The University of Minnesota could learn from the examples of universities in Maryland, the District of Columbia and Virginia. In response to a question about how Minnesota can develop more STEM-trained people, Swallow said Maryland, the District of Columbia and Virginia all have very high STEM employment and high STEM graduation rates.

The District of Columbia has three major universities, all of which have engineering schools. Maryland has six major public universities with engineering schools. Two of the premier research universities are in Maryland. The Virginia state university system has 14 engineering colleges or universities. Three of the largest ones, George Mason, James Madison and Virginia Tech, have applied research institutes that partner on research with industry to create jobs.

"You have to look to the University of Minnesota system and determine how to make a stronger university focus on building business and also on attracting STEM students from outside the state at the undergraduate and graduate levels to come to Minnesota and stay there,"he said.

He cited the example of Virginia Tech University, which has its own industry advisory board. The board helps plan out the curriculum and helps shape it to meet the needs of industry.

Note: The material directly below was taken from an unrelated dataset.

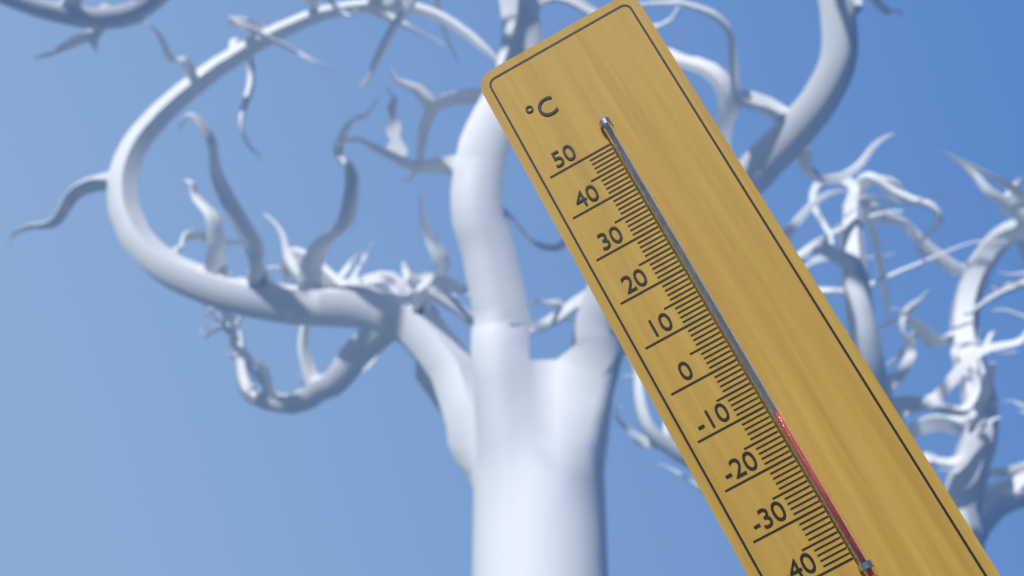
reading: -12 °C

Charter schools using project-based learning and integrative learning have a STEM advantage over traditional schools. An interviewer asked if charter schools have any advantage with STEM compared to traditional schools. Swallow responded that charter schools have more flexibility, because they don't have to teach along strict subject lines. Many charter schools have gone to project-based learning and integrative learning.

He said studies have shown that integrative learning and project-based learning are significantly more effective than traditional classroom learning. He gave the following statistics: If you read something, you retain about 10 percent of it. If you hear something, you retain about 20 percent. If you read and hear something, you retain about 40 percent. If you read, hear and do something with it or about it, you retain about 85 percent. "That's why project-based learning is so powerful, because you get the long-term retention," he said. "Kids remember what they did, not what they heard. Until we can break the stranglehold in curriculum on subject-based learning, charter schools will have an advantage," he said.

The long-term health of the U.S. economy is built on our ability to manufacture. Swallow is concerned that our economy is becoming more and more focused on STEM guest workers. "We need to get more manufacturing back on shore and we need to get more of our kids involved in science and engineering," he said. We have graduated all the lawyers we'll need for the next 150 years. Lots of research at law firms is now automated. We don't need lawyers and accountants now. We need more scientists and engineers to create more products that we can sell to other people."